Recently, the integrity of mammalian sperm DNA and the sex chromosomes has become a focus of research, as this integrity is considered to be of prime importance for the paternal genetic contribution of healthy offspring. Chromosome aneuploidy and DNA decondensation or damage are correlated with reproductive failure. Damaged DNA and sperm chromosomal aberrations can have a significant negative impact on oocyte fertilization, the rate of embryo development and the live-birth rate. A significant correlation between the presence of nuclear DNA alterations in mature spermatozoa and poor sperm parameters or impaired reproductive efficiency, and a positive relationship between spermatozoa with total sperm head birefringence in their head and increased DNA fragmentation are reported in both humans and animals [4852]. In the human ejaculate, there is a very heterogeneous sperm population, with various degrees of nuclear maturity. Hristova et al. [37] performed sperm chromosome FISH analysis for oligoasthenozoospermia infertile patients and found the ratio of sperm chromosomal aberration was approximately 2- to 10-fold higher in these patients than in fertile males. Our results suggest that infertile patients with SCI have a greater frequency of numerical chromosome abnormalities (2.4-fold for chromosomes 13, 18 and 21; 2.2-fold for chromosomes X and Y). There was no significant difference between the numerical chromosome abnormalities of chromosomes 13, 18, 21, X and Y of the PA-PVSA group and the control group.

Ejaculatory dysfunction and poor quality semen are two main causes for the impaired reproductive potential in SCI men. The semen from men with SCI has commonly been characterized by small volume, low count and low motility [53, 54]. Insufficient drainage, genitourinary infections and raised scrotal temperature are thought to cause the impairment [53]. Perkash et al. [55] reported that testicular dysfunction is common in SCI men. Testicular biopsies disclose varying degrees of tubule degeneration and decreased spermatogenic activity [55]. In addition, these SCI men could not self-ejaculate, the retention time of spermatozoa in the epididymis and the vas deferens was prolonged.
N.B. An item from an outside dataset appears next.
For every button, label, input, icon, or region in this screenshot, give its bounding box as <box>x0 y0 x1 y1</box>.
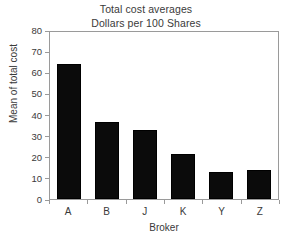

Therefore, these factors may have negatively impacted the quality of sperm in these individuals.

Acknowledgements

The authors would like to thank the technical and clinical staff (Dan-tong Yang and Yan-ping Zhang) at the Key Laboratory for Improving Birth Outcome Technique. This work was supported financially by a grant from the Natural Science Foundation of Shandong Province, China (grant ZR2010HM016).

Footnotes

This work was supported financially by a grant from the Natural Science Foundation of Shandong Province (grant ZR2010HM016).

Capsule The rate of sperm chromosomal aneuploidy and DNA integrity for anejaculatory patients with spinal cord injury was significantly higher than healthy, fertile and normospermic men.